Tuesday, January 10, 2012

Fancy Sausage Jellyfish?

So, I was having had a deep and meaningful conversation with my peers on the sausage jellyfish front and we've decided it could totally be jazzed up a bit.

So here we go:

Fancy-pants Sausage Jellyfish

Ingredients:
  • Chorizo sausages, sliced into 1.5 - 2cm long pieces
  • Quick-cook Spaghetti
  • Four very ripe tomatoes
  • Two tablespoons olive oil
  • One small-to-medium onion
  • 2 Cloves garlic
  • One tub of tomato puree
  • Half-cup of red wine
  • Water
  • Salt, Pepper and Soy Sauce (optional), to taste.
  • Two large handfuls of spinach

Method:

Break strands of spaghetti in half and insert approximately 8 half-strands into one side of the chorizo pieces, as legs for the jellyfish. Bring a pot of water to boil while cooking the sauce.

Dice onion and crush garlic, then saute in olive oil until tender. Add tomato puree and wine, then enough water to turn into a thin sauce. Roughly chop tomatoes and add to sauce. Add salt, pepper and soy sauce to taste.

Meanwhile, add chorizo and spaghetti to the boiling water and cook according to the directions on the spaghetti package. Leave in the water until ready to serve.

When the "jellyfish" are cooked, take sauce off heat and quickly toss through the washed spinach leaves. Quickly drain the jelly-fish and divide between plates, pour the source over the "fish" and serve immediately.


Now to answer a few questions:
  • No, I haven't tried this myself. Well, I have, but I haven't. I've used the chorizo in the sauce, which I have used with actual spaghetti. So I have eaten all of these ingredients together in the same meal, and found them to be tasty and not horrible. I haven't done the thing with the jelly-fish, and I've never tried quick-cook spaghetti.
  • I will grant that soy sauce isn't a "typical" ingredient in tomato-based spaghetti sauces, but it's quite nice. Trust me. In my family we never make bolognese without it. This is partly because my grandmother used to add soy sauce, tomato sauce and Worcestershire sauce to everything - which is either incredibly odd or very cosmopolitan, depending on how you look at things.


What is required => Report each line of the entries below that has the word "panel" in it.

Task material =>
━━━
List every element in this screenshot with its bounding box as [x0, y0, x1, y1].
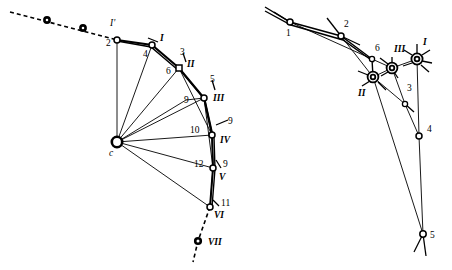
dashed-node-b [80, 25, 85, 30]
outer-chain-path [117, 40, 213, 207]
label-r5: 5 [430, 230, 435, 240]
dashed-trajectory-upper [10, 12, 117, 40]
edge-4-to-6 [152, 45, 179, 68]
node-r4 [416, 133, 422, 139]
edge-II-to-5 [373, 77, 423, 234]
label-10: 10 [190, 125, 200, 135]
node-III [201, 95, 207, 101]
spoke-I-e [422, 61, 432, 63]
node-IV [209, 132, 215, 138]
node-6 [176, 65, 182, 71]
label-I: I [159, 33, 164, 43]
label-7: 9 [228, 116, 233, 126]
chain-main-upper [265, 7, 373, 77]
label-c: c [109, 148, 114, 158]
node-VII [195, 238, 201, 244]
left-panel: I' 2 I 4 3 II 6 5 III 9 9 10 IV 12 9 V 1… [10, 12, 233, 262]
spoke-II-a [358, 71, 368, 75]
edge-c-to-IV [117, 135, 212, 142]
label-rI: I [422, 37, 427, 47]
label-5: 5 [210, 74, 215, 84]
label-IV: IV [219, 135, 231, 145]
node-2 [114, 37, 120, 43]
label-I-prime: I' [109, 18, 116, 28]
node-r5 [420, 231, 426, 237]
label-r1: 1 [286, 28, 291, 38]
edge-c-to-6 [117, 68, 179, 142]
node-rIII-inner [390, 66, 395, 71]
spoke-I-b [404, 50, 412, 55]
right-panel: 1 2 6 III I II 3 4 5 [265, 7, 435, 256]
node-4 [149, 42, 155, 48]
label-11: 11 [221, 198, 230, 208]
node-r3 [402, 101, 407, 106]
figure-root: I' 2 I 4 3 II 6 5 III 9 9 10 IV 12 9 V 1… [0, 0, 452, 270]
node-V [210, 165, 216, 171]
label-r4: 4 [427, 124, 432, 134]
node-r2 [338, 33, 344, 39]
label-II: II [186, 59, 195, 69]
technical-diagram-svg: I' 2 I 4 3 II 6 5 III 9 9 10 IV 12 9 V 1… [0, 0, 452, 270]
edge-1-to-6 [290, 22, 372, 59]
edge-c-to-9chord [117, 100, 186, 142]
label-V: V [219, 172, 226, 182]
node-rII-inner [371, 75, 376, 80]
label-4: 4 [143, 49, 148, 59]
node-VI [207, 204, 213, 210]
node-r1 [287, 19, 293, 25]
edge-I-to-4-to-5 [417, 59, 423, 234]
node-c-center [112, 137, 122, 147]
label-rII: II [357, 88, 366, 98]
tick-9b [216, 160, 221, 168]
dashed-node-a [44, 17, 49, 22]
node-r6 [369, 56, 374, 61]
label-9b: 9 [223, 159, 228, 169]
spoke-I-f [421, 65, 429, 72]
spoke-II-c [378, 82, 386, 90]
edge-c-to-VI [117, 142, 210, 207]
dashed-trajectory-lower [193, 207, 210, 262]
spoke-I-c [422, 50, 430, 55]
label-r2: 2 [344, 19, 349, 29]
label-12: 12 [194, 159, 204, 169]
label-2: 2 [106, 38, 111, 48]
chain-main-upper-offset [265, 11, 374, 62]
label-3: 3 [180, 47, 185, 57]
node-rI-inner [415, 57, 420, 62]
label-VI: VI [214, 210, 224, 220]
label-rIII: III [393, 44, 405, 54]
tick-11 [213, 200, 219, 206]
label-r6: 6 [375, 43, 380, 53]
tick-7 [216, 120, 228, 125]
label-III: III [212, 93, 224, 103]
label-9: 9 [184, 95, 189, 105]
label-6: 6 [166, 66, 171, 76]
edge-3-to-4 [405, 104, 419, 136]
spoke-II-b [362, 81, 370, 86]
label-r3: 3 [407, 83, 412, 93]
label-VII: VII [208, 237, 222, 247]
━━━
Answer space =>
left-panel: I' 2 I 4 3 II 6 5 III 9 9 10 IV 12 9 V 1… [10, 12, 233, 262]
right-panel: 1 2 6 III I II 3 4 5 [265, 7, 435, 256]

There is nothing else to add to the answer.